In reality, Japan has been realistic in interpreting the Constitution according to events. Over the years it did not revise the Constitution in a formal way but, instead, expanded its meaning by re-interpreting critical clauses. Such an informal revision allowed Japan to first create the SDF as well as to support the presence of American forces in Japan. Still, for most of the postwar era, we understood that Japan could not send the SDF abroad even to support allies. This was why Japan did not send the SDF to the Gulf.
Before Sept. 11, Japan took a big step toward dispatching military forces beyond its territory when it concluded an agreement with the US in 1997 -- the "Guideline for Defense Cooperation" -- which restricted operations to the "area surrounding Japan." The new anti-terrorism law virtually eliminated this restriction, making it possible for Japan to send its troops anywhere in the world at any time.
To revise or not to revise the constitution, especially Article 9, remains a divisive political issues here, because pressures for change come not only from within by conservative politicians, but from without. The so-called Armitage Report of 2000, produced by a committee headed by the now Deputy US Secretary of State Richard Armitage, stirred up a hornet's nest when it said that "Japan's prohibition against collective defense is a constraint on alliance cooperation" and that "lifting this prohibition would allow for closer and more efficient security cooperation."
Here was a de facto request from America that Japan broaden its military cooperation.
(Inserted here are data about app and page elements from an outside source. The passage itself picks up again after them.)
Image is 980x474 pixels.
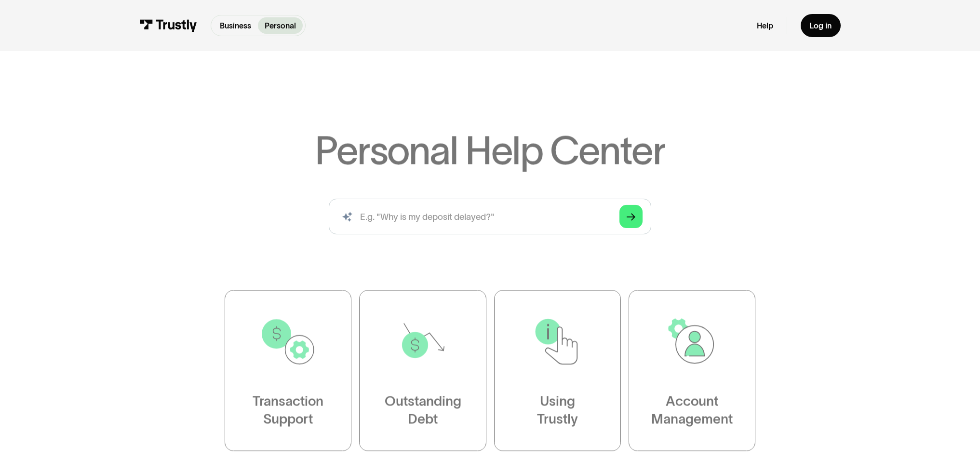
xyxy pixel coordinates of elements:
a: Log in [800,14,841,38]
a: UsingTrustly [494,290,620,451]
p: Business [220,20,251,32]
p: Personal [265,20,296,32]
a: Help [757,21,773,31]
div: Log in [809,21,831,31]
a: TransactionSupport [225,290,351,451]
a: AccountManagement [629,290,755,451]
div: Using Trustly [537,393,578,429]
div: Outstanding Debt [384,393,461,429]
div: Account Management [651,393,733,429]
input: search [329,199,651,234]
h1: Personal Help Center [314,131,665,170]
img: Trustly Logo [139,20,197,32]
a: Personal [258,17,302,33]
a: OutstandingDebt [359,290,486,451]
a: Business [214,17,258,33]
div: Transaction Support [253,393,323,429]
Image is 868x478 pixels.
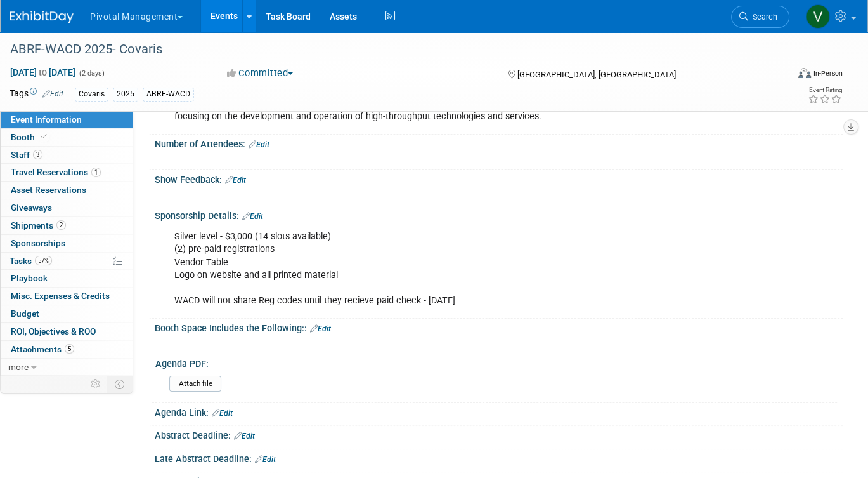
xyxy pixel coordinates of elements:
span: more [8,362,29,372]
a: Edit [42,90,64,99]
span: 2 [56,220,66,230]
a: Edit [249,140,269,150]
i: Booth reservation complete [41,134,47,140]
a: Misc. Expenses & Credits [1,287,133,305]
span: Tasks [10,256,52,266]
div: Silver level - $3,000 (14 slots available) (2) pre-paid registrations Vendor Table Logo on websit... [165,224,709,313]
span: Staff [11,150,42,160]
a: Travel Reservations1 [1,164,133,181]
a: Asset Reservations [1,181,133,199]
div: Show Feedback: [155,170,843,187]
a: Sponsorships [1,235,133,252]
span: Search [749,12,777,21]
td: Toggle Event Tabs [107,375,134,392]
div: Agenda PDF: [155,354,837,370]
span: 1 [91,168,101,177]
span: Asset Reservations [11,185,87,195]
img: Valerie Weld [806,5,830,29]
a: Playbook [1,270,133,287]
div: ABRF-WACD [143,87,194,101]
div: Event Format [720,66,843,85]
a: Edit [242,212,263,221]
div: Agenda Link: [155,403,843,419]
div: Event Rating [808,87,843,93]
a: Budget [1,305,133,322]
img: Format-Inperson.png [799,68,812,78]
a: Event Information [1,111,133,128]
span: to [37,68,48,77]
span: Playbook [11,273,48,283]
span: [DATE] [DATE] [10,67,76,78]
span: Giveaways [11,203,52,212]
span: Travel Reservations [11,167,101,177]
span: 3 [33,150,42,159]
div: 2025 [113,87,138,101]
a: Edit [225,176,246,185]
a: Edit [212,409,233,418]
span: Budget [11,309,39,319]
span: Booth [11,132,49,142]
a: Tasks57% [1,253,133,270]
a: Edit [255,455,276,464]
span: Misc. Expenses & Credits [11,290,110,301]
span: Attachments [11,344,74,354]
div: Booth Space Includes the Following:: [155,319,843,335]
a: Booth [1,129,133,146]
a: Edit [234,432,255,441]
span: Shipments [11,220,66,231]
a: Search [731,6,789,28]
div: Sponsorship Details: [155,206,843,223]
div: Number of Attendees: [155,134,843,151]
img: ExhibitDay [10,11,74,24]
div: ABRF-WACD 2025- Covaris [6,38,772,61]
span: ROI, Objectives & ROO [11,326,95,336]
a: Giveaways [1,200,133,216]
span: 57% [35,256,52,266]
span: (2 days) [78,69,105,77]
a: Edit [310,324,331,333]
a: Staff3 [1,146,133,164]
td: Personalize Event Tab Strip [85,375,107,392]
span: 5 [64,344,74,353]
span: Sponsorships [11,238,65,248]
a: more [1,359,133,375]
div: Late Abstract Deadline: [155,449,843,466]
div: Abstract Deadline: [155,426,843,442]
button: Committed [223,67,298,80]
a: Attachments5 [1,340,133,358]
td: Tags [10,87,64,102]
div: Covaris [75,87,108,101]
div: In-Person [813,68,843,78]
span: Event Information [11,115,82,124]
span: [GEOGRAPHIC_DATA], [GEOGRAPHIC_DATA] [517,70,676,80]
a: Shipments2 [1,217,133,234]
a: ROI, Objectives & ROO [1,323,133,340]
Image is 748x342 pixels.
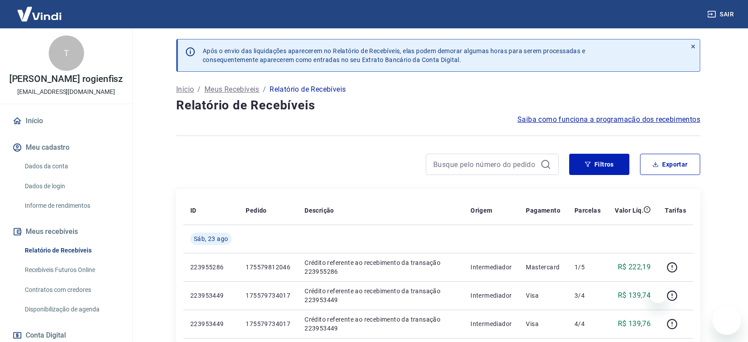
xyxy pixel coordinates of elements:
[246,262,290,271] p: 175579812046
[705,6,737,23] button: Sair
[11,138,122,157] button: Meu cadastro
[526,206,560,215] p: Pagamento
[640,154,700,175] button: Exportar
[190,262,231,271] p: 223955286
[470,262,512,271] p: Intermediador
[517,114,700,125] a: Saiba como funciona a programação dos recebimentos
[21,196,122,215] a: Informe de rendimentos
[574,262,600,271] p: 1/5
[194,234,228,243] span: Sáb, 23 ago
[433,158,537,171] input: Busque pelo número do pedido
[574,206,600,215] p: Parcelas
[246,319,290,328] p: 175579734017
[246,206,266,215] p: Pedido
[665,206,686,215] p: Tarifas
[190,291,231,300] p: 223953449
[190,319,231,328] p: 223953449
[618,262,651,272] p: R$ 222,19
[21,281,122,299] a: Contratos com credores
[526,291,560,300] p: Visa
[470,206,492,215] p: Origem
[203,46,585,64] p: Após o envio das liquidações aparecerem no Relatório de Recebíveis, elas podem demorar algumas ho...
[197,84,200,95] p: /
[526,262,560,271] p: Mastercard
[569,154,629,175] button: Filtros
[574,319,600,328] p: 4/4
[11,0,68,27] img: Vindi
[49,35,84,71] div: T
[263,84,266,95] p: /
[11,222,122,241] button: Meus recebíveis
[304,206,334,215] p: Descrição
[649,285,667,303] iframe: Fechar mensagem
[11,111,122,131] a: Início
[304,286,456,304] p: Crédito referente ao recebimento da transação 223953449
[246,291,290,300] p: 175579734017
[304,258,456,276] p: Crédito referente ao recebimento da transação 223955286
[526,319,560,328] p: Visa
[21,241,122,259] a: Relatório de Recebíveis
[176,84,194,95] a: Início
[17,87,115,96] p: [EMAIL_ADDRESS][DOMAIN_NAME]
[21,261,122,279] a: Recebíveis Futuros Online
[269,84,346,95] p: Relatório de Recebíveis
[470,291,512,300] p: Intermediador
[574,291,600,300] p: 3/4
[615,206,643,215] p: Valor Líq.
[21,157,122,175] a: Dados da conta
[21,177,122,195] a: Dados de login
[470,319,512,328] p: Intermediador
[304,315,456,332] p: Crédito referente ao recebimento da transação 223953449
[618,290,651,300] p: R$ 139,74
[21,300,122,318] a: Disponibilização de agenda
[204,84,259,95] a: Meus Recebíveis
[9,74,123,84] p: [PERSON_NAME] rogienfisz
[176,96,700,114] h4: Relatório de Recebíveis
[712,306,741,335] iframe: Botão para abrir a janela de mensagens
[190,206,196,215] p: ID
[618,318,651,329] p: R$ 139,76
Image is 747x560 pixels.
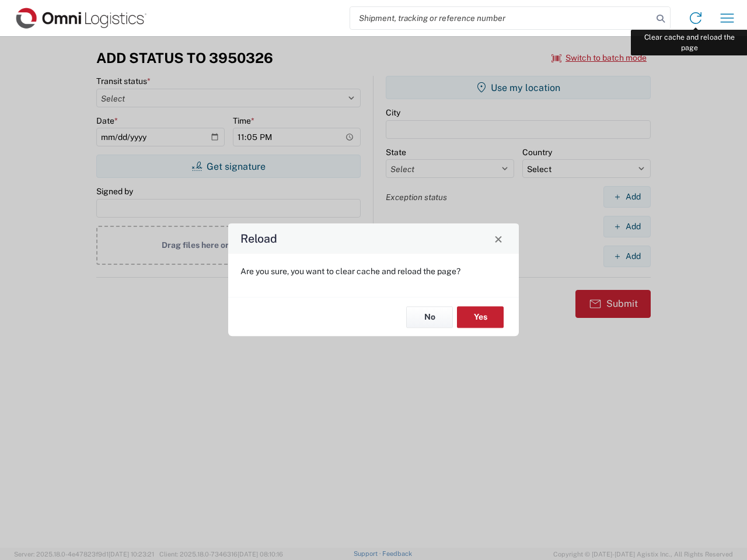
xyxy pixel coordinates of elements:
input: Shipment, tracking or reference number [350,7,653,29]
h4: Reload [241,231,277,248]
button: Close [490,231,506,247]
button: Yes [457,307,503,328]
button: No [406,307,453,328]
p: Are you sure, you want to clear cache and reload the page? [241,266,506,276]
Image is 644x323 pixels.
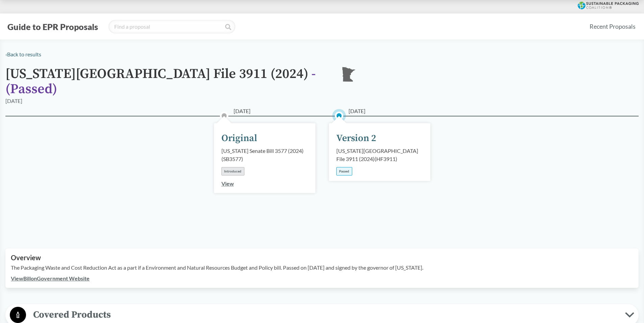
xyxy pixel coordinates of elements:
div: [DATE] [5,97,22,105]
div: [US_STATE][GEOGRAPHIC_DATA] File 3911 (2024) ( HF3911 ) [337,147,423,163]
a: View [222,180,234,187]
a: Recent Proposals [586,19,639,34]
span: [DATE] [233,107,250,115]
a: ‹Back to results [5,51,41,58]
div: Original [222,131,257,145]
div: Introduced [222,167,244,176]
div: [US_STATE] Senate Bill 3577 (2024) ( SB3577 ) [222,147,308,163]
div: Passed [337,167,352,176]
input: Find a proposal [109,20,236,33]
span: [DATE] [349,107,366,115]
a: ViewBillonGovernment Website [11,275,89,282]
span: Covered Products [26,308,625,322]
span: - ( Passed ) [5,66,316,97]
h2: Overview [11,254,633,262]
button: Guide to EPR Proposals [5,21,100,32]
p: The Packaging Waste and Cost Reduction Act as a part if a Environment and Natural Resources Budge... [11,264,633,272]
div: Version 2 [337,131,377,145]
h1: [US_STATE][GEOGRAPHIC_DATA] File 3911 (2024) [5,66,330,97]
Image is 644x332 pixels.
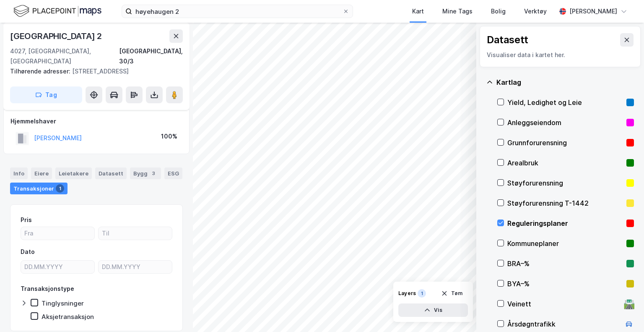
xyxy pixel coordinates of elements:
[14,4,101,18] img: logo.f888ab2527a4732fd821a326f86c7f29.svg
[496,77,634,87] div: Kartlag
[149,169,157,178] div: 3
[507,238,623,248] div: Kommuneplaner
[21,284,74,294] div: Transaksjonstype
[507,218,623,228] div: Reguleringsplaner
[132,5,342,18] input: Søk på adresse, matrikkel, gårdeiere, leietakere eller personer
[398,303,468,317] button: Vis
[507,117,623,128] div: Anleggseiendom
[10,87,82,103] button: Tag
[487,33,528,47] div: Datasett
[10,68,72,75] span: Tilhørende adresser:
[507,97,623,108] div: Yield, Ledighet og Leie
[119,46,183,66] div: [GEOGRAPHIC_DATA], 30/3
[21,215,32,225] div: Pris
[10,116,182,126] div: Hjemmelshaver
[10,29,104,43] div: [GEOGRAPHIC_DATA] 2
[42,313,94,321] div: Aksjetransaksjon
[21,227,94,239] input: Fra
[507,279,623,289] div: BYA–%
[507,158,623,168] div: Arealbruk
[31,167,52,179] div: Eiere
[10,46,119,66] div: 4027, [GEOGRAPHIC_DATA], [GEOGRAPHIC_DATA]
[95,167,127,179] div: Datasett
[507,137,623,148] div: Grunnforurensning
[507,198,623,208] div: Støyforurensning T-1442
[602,292,644,332] iframe: Chat Widget
[418,289,426,297] div: 1
[398,290,416,297] div: Layers
[10,167,28,179] div: Info
[491,6,505,16] div: Bolig
[412,6,424,16] div: Kart
[21,260,94,273] input: DD.MM.YYYY
[507,319,620,329] div: Årsdøgntrafikk
[10,182,68,195] div: Transaksjoner
[569,6,617,16] div: [PERSON_NAME]
[21,247,35,257] div: Dato
[164,167,182,179] div: ESG
[507,259,623,268] div: BRA–%
[436,287,468,300] button: Tøm
[10,66,176,76] div: [STREET_ADDRESS]
[42,299,84,307] div: Tinglysninger
[56,184,64,193] div: 1
[161,131,177,141] div: 100%
[487,50,633,60] div: Visualiser data i kartet her.
[507,299,620,309] div: Veinett
[524,6,546,16] div: Verktøy
[99,260,172,273] input: DD.MM.YYYY
[55,167,92,179] div: Leietakere
[99,227,172,239] input: Til
[507,178,623,188] div: Støyforurensning
[442,6,473,16] div: Mine Tags
[130,167,161,179] div: Bygg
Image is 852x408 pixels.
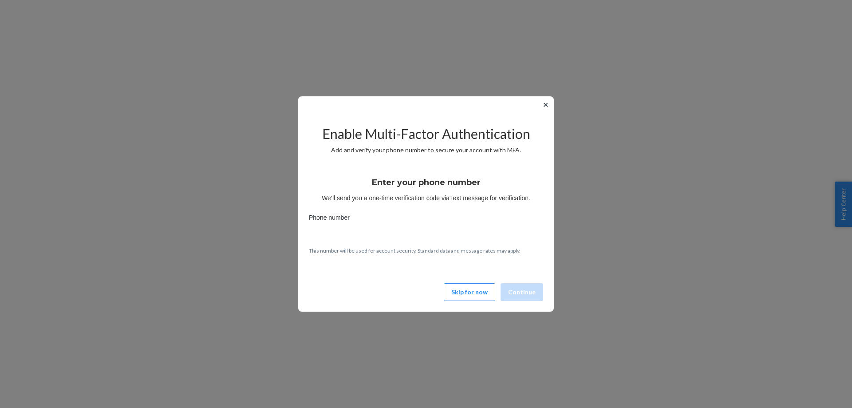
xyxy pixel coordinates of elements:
[309,146,543,154] p: Add and verify your phone number to secure your account with MFA.
[309,247,543,254] p: This number will be used for account security. Standard data and message rates may apply.
[309,170,543,202] div: We’ll send you a one-time verification code via text message for verification.
[372,177,481,188] h3: Enter your phone number
[501,283,543,301] button: Continue
[541,100,550,111] button: ✕
[309,213,350,226] span: Phone number
[309,127,543,141] h2: Enable Multi-Factor Authentication
[444,283,495,301] button: Skip for now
Because Armitage and many other American members of the joint committee became high officials in the Bush administration, Japan's politicians regarded a response to this report as vital. Arguments within the Japanese government concerning collective defense received greater focus.
But establishing a practical meaning for "collective defense" remained difficult. Japan's new anti-terrorist law was one effort to impose clarity on the idea of "collective defense." Prime Minister Koizumi testified in the Diet that the Constitution contained obscure and unclear terms and that Japan must interpret them with common sense. In the end, however, Koizumi avoided any formal commitment to act in "collective defense" or to revise the Constitution.
Although both the upper and lower houses of the Diet created special committees to investigate Constitutional revision -- especially Article 9 -- change remains hard, for several reasons.
First, a majority of Japanese do not want to change Article 9, as opinion polls consistently show. Article 9 remains a cherished symbol of Japan's peaceful posture, and a barrier against possible re-militarization. Japan was able to pass the new anti-terrorist law without revising the Constitution, but the limits of expansive Constitutional interpretation may one day be reached.
The reaction of other Asian countries, especially China and South Korea, also creates limits on Constitutional revision. When Koizumi explained Japan's new anti-terrorist law in China and Korea in October, leaders in both countries were cautious, with Korea's President Kim Dae Jung telling Koizumi, "I hope the SDF behaves within the limits of the Peace Constitution."
Whether or not Japan maintains Article 9 as it is, the Japanese public must begin to argue seriously and thoroughly about the country's proper future defense policy. Formulating a basic law governing national security, a law that would define the role and limit the actions of the SDF, is a mechanism we should seriously consider.
Yoshibumi Wakamiya, senior political writer at "Asahi Shimbun," is the author of "The Postwar Conservative View of Asia" and a guest scholar at the Brookings Institution.